A Hike to Remember
This past weekend, Lily and I did something that I’ll remember for a long time — we hiked up to the AMC Hut at Lonesome Lake and spent the night.
It was special for a lot of reasons. It was Lily’s first overnight backpacking trip, and my first with either of my kids. It was also the hut’s last night of the staffed season; a unique moment when fall is burning down to its embers, the hut and staff are a little raw and wanting from a long and busy season, and you can feel the world around you exhaling. The air was crisp but not entirely unkind, the sky a perfect late-October blue with some cirrus clouds wisping around way up high (there was a cloud chart in the main hut). We somehow lucked out and snuck in between a deep frost the night before and a stormy low the following day. And, as if to mark the occasion in her own way, Lily lost a tooth at dinner.
The hike itself was exactly what you’d hope for: two miles of “moderate” New Hampshire hiking and a thousand foot elevation gain. Enough effort to make us earn it, but not so much that it broke the spell. We began our journey late-morning, with puffy jackets and a little bit of nervous energy, but spirits high. By the time we reached the lake a couple hours later, the sun was way up in the clear sky, the lake was calm and quiet, and we were glad to settle into our new temporary home.

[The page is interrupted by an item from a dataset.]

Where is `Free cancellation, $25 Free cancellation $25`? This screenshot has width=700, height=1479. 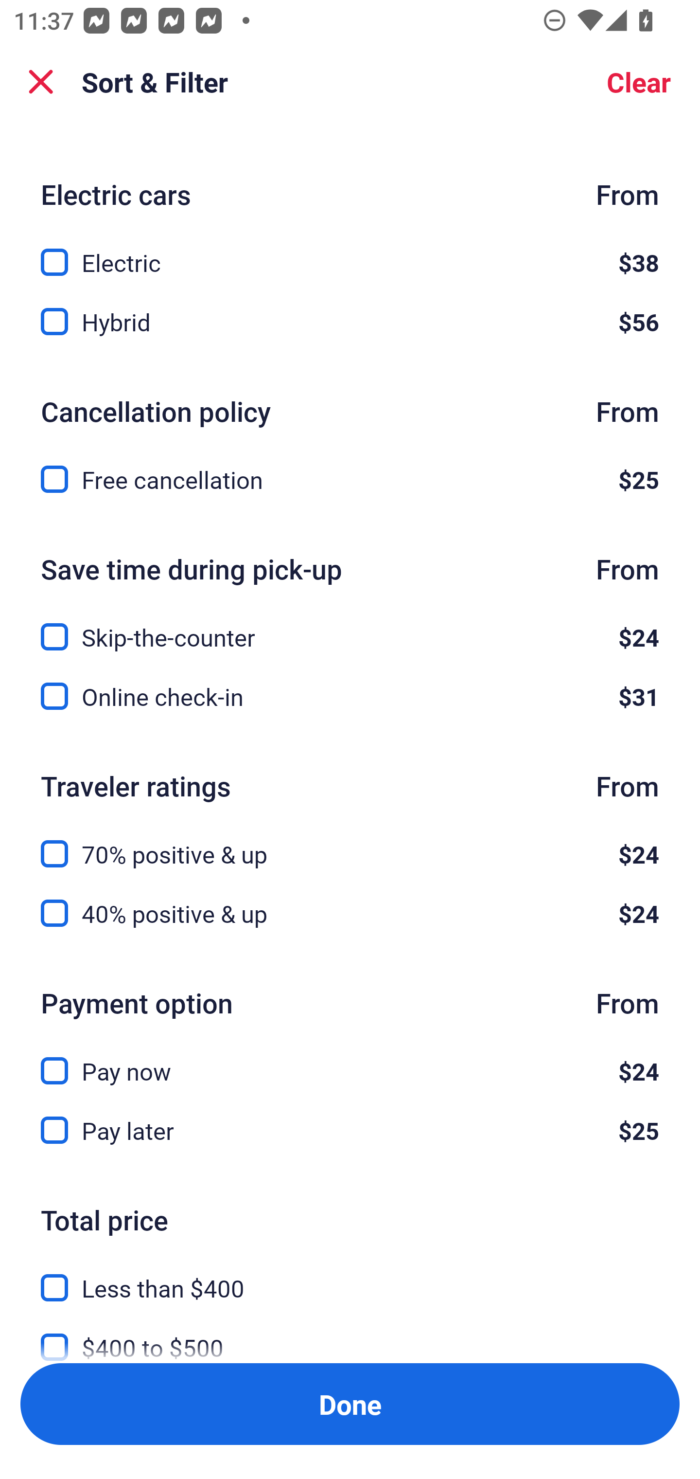 Free cancellation, $25 Free cancellation $25 is located at coordinates (350, 480).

Without cell service and with nothing to do but explore and read, the world shrank back down to a manageable size. I hadn’t realized just how large and noisy my own head had gotten — how much constant motion I’d been maintaining through screens and work and side projects — until that noise fell away. I pride myself on being relatively outdoorsy and disconnected, so was surprised and honestly embarrassed at how challenging the disconnect was to internally reconcile. I spend most days actively working on one thing or another: fixing the house, running the business, pursuing side projects (like this one), solving problems, cooking, playing with the kids, etc. etc. But when evening comes, instead of resting, I just swap one kind of work for another — tinkering with new ideas, scrolling, reading the news, studying, producing, consuming — all the way up until the literal moment I fall asleep.
Up there, with no signal and no distractions, it hit me how deeply that rhythm has eroded my ability to process. I make progress every day, and am more or less on top of the scope I need to be, but I think I’m keeping myself from processing it all emotionally, if you know what I mean, The thoughts I’ve been too busy to face finally caught up. The quiet made space for them. It was uncomfortable — the kind of stillness that feels like you forgot to do something important — but it was necessary. It took a loooooong time to fall asleep.
I want to stick with it. I want to block out a couple of hours before bed every single day to just sit with my thoughts and come to terms with whatever it is that needs my emotional attention. I also know myself well enough to know that change will be easier said than done. I’ll fall back into old habits, guaranteed. But I came down from that mountain with a clearer sense of how I want to live. I don’t want my mind to be a browser with twenty tabs open at all times. I want to make room for silence again. Back when I was a kid, I sent myself to Maine Maritime Academy not because I dreamed of a life at sea (though I did like boats), but because the school had a random drug testing policy, and I knew I needed that kind of structure to quit hanging out on Oahu’s beaches getting stoned and surfing waves every day. So I did. And it worked. I am capable of forcing change on myself and do it regularly, but per usual I’ll have to build some parameters to make sure I follow my own rules.
As for the hut — it was magic. The AMC crew were absolute pros: four women in their twenties and a retired volunteer, running the show with a mix of grace, humor, and a healthy dose of true grit. They cooked up a full Thanksgiving-style turkey dinner for thirty-one hikers, complete with homemade dessert. They served it in costume, performed skits between courses, and somehow managed to keep the dishes clean while doing it all.
At sunrise, they woke us up at 6:30 by singing a ridiculous wakeup call outside our bunkhouse, voices carrying through the cold air, calling us to breakfast. It was one of those rare environments where everyone — from the crew to the hikers to the kids — seemed to drop their guard a little. Maybe it was the altitude, or the communal tables, or just the knowledge that this was their last night together before heading back down to the rest of the world. Whatever it was, the feeling lingered.
When Lily and I hiked down the next morning, the forest was quiet except for the wind in the birches. She talked the whole way down — about the songs, the food, the tooth, the bunk beds, the crew. By the time we were close to the trailhead, it was clear that she and I had both found something important up there.